Chips

Intel’s Larrabee Line: Many Cores in Store

Intel on Monday released technical details about its upcoming line of microprocessors, codenamed “Larrabee” in advance of the company’s presentation at the SIGGRAPH (Special Interest Group on Graphics and Interactive Techniques) conference, to be held in Los Angeles next week.

The family of chips will be the springboard for a many-core — as few as eight and up to 48 initially — x86 chip architecture. Intel expects the processors to hit the market in 2009 or 2010.

Larrabee will launch an industry-wide effort to design and optimize software for the dozens, hundreds and even thousands of cores expected to power future computers, according to the chipmaker.

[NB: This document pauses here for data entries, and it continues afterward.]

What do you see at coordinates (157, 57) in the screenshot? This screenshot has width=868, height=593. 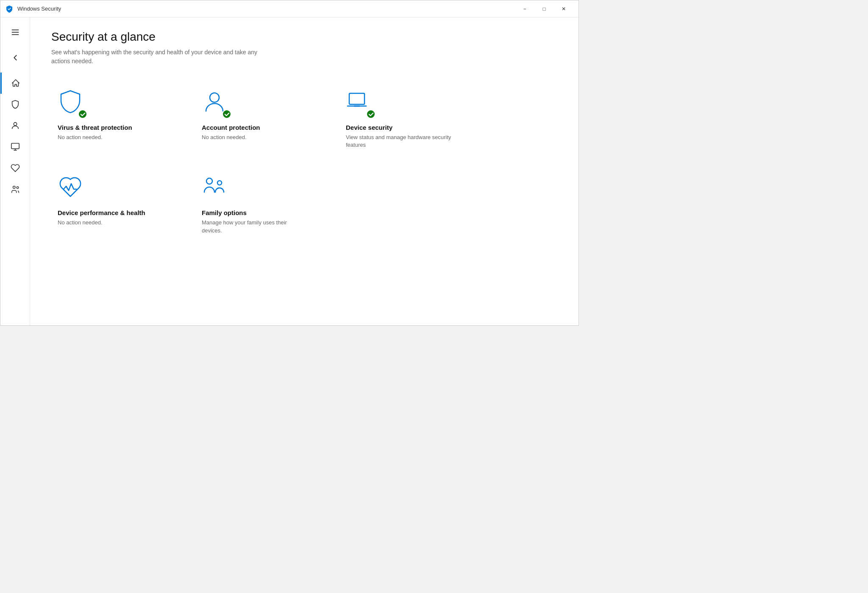 I see `page-subtitle: See what's happening with the security a…` at bounding box center [157, 57]. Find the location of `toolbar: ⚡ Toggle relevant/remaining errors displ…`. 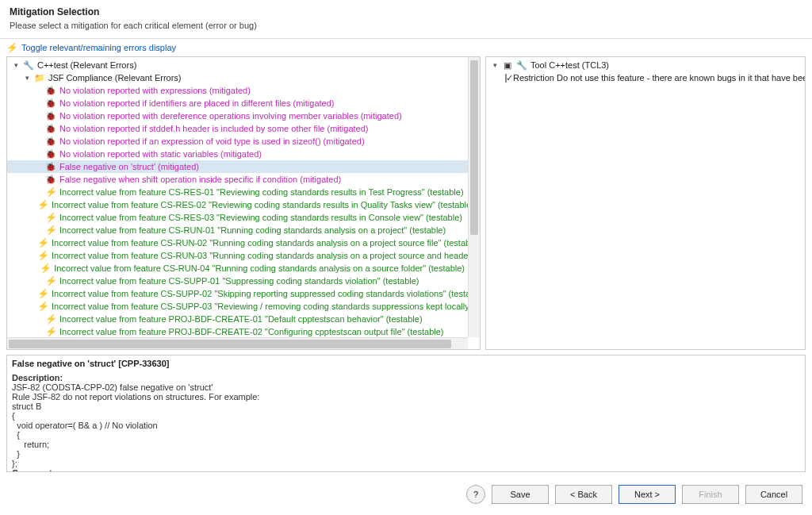

toolbar: ⚡ Toggle relevant/remaining errors displ… is located at coordinates (406, 48).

“It’s revolutionary in that it is different from conventional GPU [graphics processing unit] architectures, but evolutionary in that it uses existing (i.e. x86) technology,” said Jon Peddie, president of Jon Peddie Research, told TechNewsWorld.

Graphically Computing

The technology will offer a “new approach to the software rendering 3-D pipeline, a many-core programming model, and performance analysis for several applications,” Intel said.

The architecture behind Larrabee was derived from Intel’s Pentium processor. The new chip, however, adds updates such as a wide vector processing unit (VPU), multi-threading, 64-bit extensions and pre-fetching. These enhancements facilitate a considerable increase in available computational power.

The processor’s architecture supports four execution threads per core, with separate register sets per thread. This enables the use of a simple, efficient in-order pipeline while retaining many of the latency-hiding benefits of more complex out-of-order pipelines when running highly parallel applications, Intel said.

“We have a lot of people trying to position different processing architectures. You’ve got Nvidia trying to position the GPU with CUDA (Compute Unified Device Architecture), which is basically a programming structure to use it as an accelerator, as a general purpose CPU (central processing unit) or whatever,” Jim McGregor, an analyst at In-Stat, told TechNewsWorld. “Basically what Intel is doing is trying to leverage the x86 architecture in a way that it has not been leveraged before, as really kind of a head-end core to a high-end processing element that can be used as a server accelerator, as a graphics accelerator.”

Going After the Competition

While some in the industry may designate “Larrabee” as a graphics processing unit (GPU), according to Peddie, the more accurate term for the chip is graphics capable processing unit (GCPU).

“Larrabee is not a GPU in the sense an ATI, Nvidia or S3 chip is a GPU; it is a gang of x86 cores that can do processing, so it is a GCPU — graphics capable processing unit, as are ATI, Nvidia and S3’s chips,” Peddie posted on his firm’s blog.

Intel said Larrabee will initially target the personal computer graphics market — in other words, gaming machines. These early implementations will focus on discrete graphics applications, support DirectX and OpenGL and run existing games and programs. Intel sees Larrabee as more than just a high-end gaming chip, however, and predicts the chip, with its native C/C++ programming model, will also have a place in a broad range of highly parallel applications, including scientific and engineering software.

The chip will be optimal for “any application that can use a SIMD (Single Instruction, Multiple Data) processor — 3D graphics, scientific computing, etc.,” Peddie noted.

The standalone chip will go head-to-head against offerings from Nvidia and AMD’s ATI.

“It will be easier for people to program applications for Larrabee. That’s the value of Larrabee. They’re going after the ultra high-end; stuff that’s going to be doing scientific simulations and stuff like that. They’re really cranking the power up to see what they can do, and then they’ll scale it back to see how it can fit into PCs,” In-Stat’s McGregor said.

Larabee is not aimed for the “heart of Nvidia’s and ATI’s market at this point in time. But obviously if they’re successful and they create a new computing/programming model around this type of architecture, it does go after that,” he explained.